OLYMPIANS PUT AVERY BRUNDAGE ON THE SPOT
August 27, 1956
It is doubtful that fans, officials and participants in U.S. amateur sport have ever been stirred, en masse, to quite the sort of baffled indignation which was set off this month by the publication of the new Olympic amateur oath. Under its terms an Olympic Games competitor must promise to "remain" an amateur, apparently for life. Last week, as officials in Melbourne began sending pledge forms to athletes around the world, SPORTS ILLUSTRATED's James Murray, acting as a sort of surrogate for U.S. Olympic athletes, sought out Avery Brundage of Chicago, president and philosopher in chief of the International Olympic Committee, who gallantly took the stand, as follows:
A
Precisely. And that is a phase of it that should be underlined.
Q
It would seem, then, that you're looking at this oath strictly from the point of view of the Olympic or AAU official but not from the point of view of the athlete.
A
What other point of view can you have? The Olympic Games are for amateurs. Each national federation governing each sport all over the world has an amateur rule. It is quite generally agreed that the minute a man decides he is going to become a professional he is a professional. Isn't that logical?
Q
Not entirely.
A
Look, the amateur is one who participates and always has for the pure pleasure of the sport. Once a person decides he is going to become a professional he is not participating purely for pleasure. It seems to me that it is Q.E.D. that he is no longer an amateur. His main objective is to be a successful professional.
Q
Mr. Brundage, do you consider professional sport dishonorable?
A
(snorting) Of course not! That's nonsense. Professional sport is just as honorable a pursuit as banking or the law, and most of it is pretty well policed now.
Q
Good. Now, let us suppose for argument that Mickey Mantle is a sprint champion in school. Let's suppose he is able to run the 100 meters in 10.1 and has made the Olympic team. He is the fastest man in the country, and you agree he is entitled to be on that team. But let's suppose Mickey Mantle has taken a canvass of his potentialities and decided for one reason or another he could not become a doctor or a lawyer or even a plumber. But he can become a professional baseball player. Being sprint champion isn't going to help him make the New York Yankees. He has to succeed on merit the same as he would if he tried to get through medical school. Why should he either a) be deprived of his rightful place on the Olympic team or b) be denied the right to choose the profession for which he is best suited?
A
(thoughtfully) I can read you the rule which says a professional in one sport is a professional in all sports. That's been in the rule books for years.
Q
But do the other countries which have no comparable situations realize that professional baseball is a career and a highly rewarding one and that in the hypothetical case we have raised you are depriving the athlete of some fundamental rights? If you agree that baseball as a career equates with law or banking, why not forbid a boy from entering law or banking?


**REQUIRED ACTION**
Wherever "selectivity" turns up in the entries, copy out the line that holds it.

- Opening Delimiter -

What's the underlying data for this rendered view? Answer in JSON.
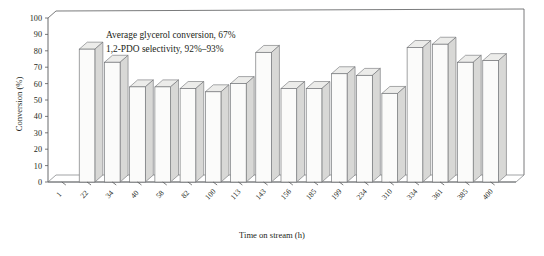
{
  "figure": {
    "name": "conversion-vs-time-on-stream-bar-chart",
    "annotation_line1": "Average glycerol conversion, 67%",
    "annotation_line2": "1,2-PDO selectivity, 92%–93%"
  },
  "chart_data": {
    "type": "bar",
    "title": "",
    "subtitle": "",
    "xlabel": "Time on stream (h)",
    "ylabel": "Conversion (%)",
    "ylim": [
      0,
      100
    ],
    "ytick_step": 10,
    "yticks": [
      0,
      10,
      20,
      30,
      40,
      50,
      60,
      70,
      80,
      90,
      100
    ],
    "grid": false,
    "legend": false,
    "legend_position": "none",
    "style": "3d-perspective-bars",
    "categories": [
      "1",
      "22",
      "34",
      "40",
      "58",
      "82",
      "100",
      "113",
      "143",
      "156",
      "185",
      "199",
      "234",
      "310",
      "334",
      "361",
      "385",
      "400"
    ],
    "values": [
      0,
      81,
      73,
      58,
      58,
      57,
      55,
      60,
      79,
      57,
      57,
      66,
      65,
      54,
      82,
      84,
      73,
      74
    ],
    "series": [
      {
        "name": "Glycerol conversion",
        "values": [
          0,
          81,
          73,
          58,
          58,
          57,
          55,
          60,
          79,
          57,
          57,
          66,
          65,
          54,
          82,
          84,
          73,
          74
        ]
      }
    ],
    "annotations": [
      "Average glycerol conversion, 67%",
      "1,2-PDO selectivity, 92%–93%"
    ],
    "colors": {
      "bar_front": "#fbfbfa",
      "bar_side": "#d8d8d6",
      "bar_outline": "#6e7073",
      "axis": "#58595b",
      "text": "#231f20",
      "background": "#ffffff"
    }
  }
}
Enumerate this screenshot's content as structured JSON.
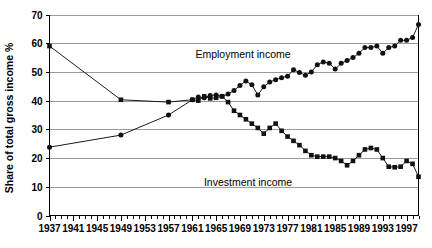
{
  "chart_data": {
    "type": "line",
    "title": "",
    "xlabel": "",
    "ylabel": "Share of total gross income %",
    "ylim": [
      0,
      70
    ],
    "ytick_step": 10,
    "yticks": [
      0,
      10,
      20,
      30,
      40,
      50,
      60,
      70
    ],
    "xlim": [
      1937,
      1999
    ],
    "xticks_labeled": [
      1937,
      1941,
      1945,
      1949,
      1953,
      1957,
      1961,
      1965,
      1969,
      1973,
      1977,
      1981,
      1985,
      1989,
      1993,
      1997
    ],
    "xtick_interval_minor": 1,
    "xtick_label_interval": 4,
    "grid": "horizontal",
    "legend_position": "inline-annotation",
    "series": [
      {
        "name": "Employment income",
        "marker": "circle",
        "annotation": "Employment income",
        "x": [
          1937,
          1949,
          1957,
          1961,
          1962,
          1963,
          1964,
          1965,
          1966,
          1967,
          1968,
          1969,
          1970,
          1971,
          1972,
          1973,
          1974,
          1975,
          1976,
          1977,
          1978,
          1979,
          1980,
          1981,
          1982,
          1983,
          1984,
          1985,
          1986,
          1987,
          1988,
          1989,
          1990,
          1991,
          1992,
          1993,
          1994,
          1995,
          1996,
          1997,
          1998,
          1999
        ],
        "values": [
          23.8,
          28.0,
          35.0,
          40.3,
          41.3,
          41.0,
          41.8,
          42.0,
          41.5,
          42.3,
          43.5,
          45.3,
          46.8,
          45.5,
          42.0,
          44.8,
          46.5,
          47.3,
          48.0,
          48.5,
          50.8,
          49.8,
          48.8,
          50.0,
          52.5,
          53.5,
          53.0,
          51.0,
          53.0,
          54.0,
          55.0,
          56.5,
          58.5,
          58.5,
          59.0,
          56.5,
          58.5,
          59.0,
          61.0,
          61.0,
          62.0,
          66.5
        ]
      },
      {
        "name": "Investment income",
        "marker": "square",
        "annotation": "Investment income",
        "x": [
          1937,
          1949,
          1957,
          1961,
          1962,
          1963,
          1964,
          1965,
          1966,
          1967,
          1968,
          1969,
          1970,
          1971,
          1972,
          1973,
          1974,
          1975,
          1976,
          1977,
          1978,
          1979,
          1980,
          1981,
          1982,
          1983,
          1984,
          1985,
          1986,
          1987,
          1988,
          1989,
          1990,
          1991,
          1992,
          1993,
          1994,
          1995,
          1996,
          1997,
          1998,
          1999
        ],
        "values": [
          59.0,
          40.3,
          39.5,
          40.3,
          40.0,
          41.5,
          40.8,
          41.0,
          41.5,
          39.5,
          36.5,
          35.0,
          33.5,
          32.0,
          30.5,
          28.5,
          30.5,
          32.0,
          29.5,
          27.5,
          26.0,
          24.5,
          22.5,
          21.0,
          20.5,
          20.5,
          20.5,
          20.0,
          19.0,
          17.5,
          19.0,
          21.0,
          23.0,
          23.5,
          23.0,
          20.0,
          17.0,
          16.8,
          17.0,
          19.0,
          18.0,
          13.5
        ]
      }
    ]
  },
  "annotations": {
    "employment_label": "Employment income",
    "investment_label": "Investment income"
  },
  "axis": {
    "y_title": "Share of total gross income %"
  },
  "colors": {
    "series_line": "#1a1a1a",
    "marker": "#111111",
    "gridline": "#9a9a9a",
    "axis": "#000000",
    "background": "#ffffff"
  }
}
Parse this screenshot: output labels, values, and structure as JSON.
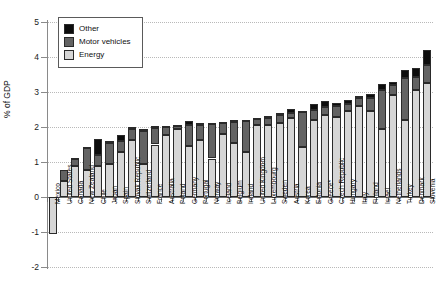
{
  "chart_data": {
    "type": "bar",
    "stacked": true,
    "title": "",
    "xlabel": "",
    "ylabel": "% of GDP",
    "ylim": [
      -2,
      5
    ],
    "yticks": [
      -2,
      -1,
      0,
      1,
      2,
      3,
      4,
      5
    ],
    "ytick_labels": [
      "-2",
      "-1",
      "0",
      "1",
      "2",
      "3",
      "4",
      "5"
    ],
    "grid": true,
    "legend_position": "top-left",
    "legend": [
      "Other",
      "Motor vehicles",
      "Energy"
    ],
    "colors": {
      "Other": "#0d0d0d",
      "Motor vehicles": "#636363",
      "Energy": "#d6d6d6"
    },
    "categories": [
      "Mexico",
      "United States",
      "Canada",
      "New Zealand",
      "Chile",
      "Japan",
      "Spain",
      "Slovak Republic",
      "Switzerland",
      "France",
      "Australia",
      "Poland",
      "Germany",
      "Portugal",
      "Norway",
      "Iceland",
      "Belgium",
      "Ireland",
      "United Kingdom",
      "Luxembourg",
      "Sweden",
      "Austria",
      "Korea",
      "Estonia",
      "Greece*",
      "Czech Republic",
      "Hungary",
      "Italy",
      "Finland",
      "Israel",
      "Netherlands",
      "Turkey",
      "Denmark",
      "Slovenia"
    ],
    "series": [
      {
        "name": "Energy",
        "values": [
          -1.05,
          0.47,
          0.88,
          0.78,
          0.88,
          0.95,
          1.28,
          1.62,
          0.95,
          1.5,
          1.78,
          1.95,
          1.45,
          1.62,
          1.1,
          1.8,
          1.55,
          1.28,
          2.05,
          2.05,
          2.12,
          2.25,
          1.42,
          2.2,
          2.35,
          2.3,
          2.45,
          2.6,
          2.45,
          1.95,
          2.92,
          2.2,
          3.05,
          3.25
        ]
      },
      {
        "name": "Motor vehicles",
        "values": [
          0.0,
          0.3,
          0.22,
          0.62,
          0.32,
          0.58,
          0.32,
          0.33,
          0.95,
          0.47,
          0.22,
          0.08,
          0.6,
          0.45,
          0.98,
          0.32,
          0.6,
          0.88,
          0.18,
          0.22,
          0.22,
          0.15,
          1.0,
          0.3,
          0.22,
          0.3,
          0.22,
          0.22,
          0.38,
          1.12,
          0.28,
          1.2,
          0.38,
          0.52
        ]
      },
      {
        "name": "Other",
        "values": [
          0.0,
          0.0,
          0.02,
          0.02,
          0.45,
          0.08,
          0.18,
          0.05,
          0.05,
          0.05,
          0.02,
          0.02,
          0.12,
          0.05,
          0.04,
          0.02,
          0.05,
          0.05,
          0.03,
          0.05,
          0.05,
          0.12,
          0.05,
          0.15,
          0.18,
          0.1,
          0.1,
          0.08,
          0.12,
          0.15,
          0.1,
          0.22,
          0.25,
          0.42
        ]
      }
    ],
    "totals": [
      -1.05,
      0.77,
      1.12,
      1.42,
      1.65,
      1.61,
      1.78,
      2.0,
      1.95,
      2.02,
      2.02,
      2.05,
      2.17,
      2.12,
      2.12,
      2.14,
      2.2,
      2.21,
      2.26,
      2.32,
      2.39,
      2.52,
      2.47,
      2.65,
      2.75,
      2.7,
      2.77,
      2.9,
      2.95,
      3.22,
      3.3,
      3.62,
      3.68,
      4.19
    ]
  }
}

- Closing Delimiter -

**TASK RESULT**
    "annotation_line2": "1,2-PDO selectivity, 92%–93%"
      "1,2-PDO selectivity, 92%–93%"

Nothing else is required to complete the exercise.